Some Radicals claimed that a believer should totally eradicate sin from his life and thus become perfect. For the Reformed, even if a Christian realises the “sanctification” of his life, he remains a sinner.
The authority of the Bible
Technical progress in book printing helped the Bible to be spread in a way that had previously been impossible. This new situation resulted in an altered relationship to the text. It was now studied with the « humanists’ » approach known to literary scholars of the Renaissance.
All Churches agreed on the supreme value of the Bible, but they differed in their ways of understanding it and of putting it into practice.
- In XVIth century Catholicism, the ecclesiastical authorities gave the exact meaning and interpretation of the Bible. As a result, the Bible could not be opposed to doctrines and practices of the Church, nor could it be interpreted in ways diverging from its teachings.
- For the Lutherans and the Reformed, it was not the Church that determined the meaning of the Bible, but it was the Bible that assessed the faithfulness of the Church. A rigorous study of the text with « humanistic » methods made it possible to grasp the exact teaching. Preachers and teachers must have solid university training ; their skills and competence were a necessary guarantee, even if the latter could not be perfect. The Spirit also sheds its light on Bible reading.
- The « Radicals » reproached the Lutherans and the Reformed with giving too important a role to « scientists » (« specialists »), and with replacing « papal tyranny by that of the linguists », as one of them put it. They advocated a spontaneous reading, popular in style, naive and inspired, since only the Holy Spirit can reveal the meaning of the Bible to the heart and mind of the believer.
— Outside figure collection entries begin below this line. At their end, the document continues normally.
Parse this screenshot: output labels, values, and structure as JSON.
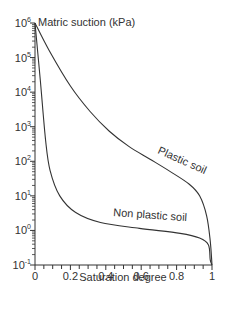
{
  "chart_data": {
    "type": "line",
    "title": "",
    "xlabel": "Saturation degree",
    "ylabel": "Matric suction (kPa)",
    "xlim": [
      0,
      1
    ],
    "ylim": [
      0.1,
      1000000
    ],
    "yscale": "log",
    "grid": false,
    "x_ticks": [
      "0",
      "0.2",
      "0.4",
      "0.6",
      "0.8",
      "1"
    ],
    "y_ticks": [
      {
        "base": "10",
        "exp": "6"
      },
      {
        "base": "10",
        "exp": "5"
      },
      {
        "base": "10",
        "exp": "4"
      },
      {
        "base": "10",
        "exp": "3"
      },
      {
        "base": "10",
        "exp": "2"
      },
      {
        "base": "10",
        "exp": "1"
      },
      {
        "base": "10",
        "exp": "0"
      },
      {
        "base": "10",
        "exp": "-1"
      }
    ],
    "series": [
      {
        "name": "Plastic soil",
        "x": [
          0.0,
          0.08,
          0.2,
          0.31,
          0.42,
          0.53,
          0.65,
          0.76,
          0.87,
          0.93,
          0.97,
          0.99,
          1.0
        ],
        "y": [
          1000000,
          160000,
          15000,
          2800,
          740,
          270,
          115,
          52,
          22,
          10,
          2.6,
          0.5,
          0.1
        ]
      },
      {
        "name": "Non plastic soil",
        "x": [
          0.0,
          0.03,
          0.06,
          0.085,
          0.14,
          0.23,
          0.37,
          0.59,
          0.82,
          0.93,
          0.98,
          0.99,
          1.0
        ],
        "y": [
          1000000,
          22000,
          400,
          55,
          10,
          3.3,
          1.7,
          1.15,
          0.82,
          0.6,
          0.38,
          0.14,
          0.1
        ]
      }
    ],
    "annotations": [
      "Plastic soil",
      "Non plastic soil"
    ]
  }
}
The Reformation in France in the 16th century
The kingdom of France remained predominantly catholic. However, the Reform Movement continued to develop in spite of religious persecution : the reformed Churches were set up from 1555 onwards. They were inspired by Calvin’s ideas, established a confession of faith and church discipline, so their communities were well organized on a local, provincial and national level.
The act of worship in the temple used Calvin’s liturgy, the central part of the service was the pastor’s sermon. Holy Communion was only celebrated four times a year, with both wine and bread being distributed. People also held services in their homes.
Protestants stood out from other believers in two different ways : both in their direct relationship to God, excluding the intermediary of saints or clergy and also in the way they led their private lives.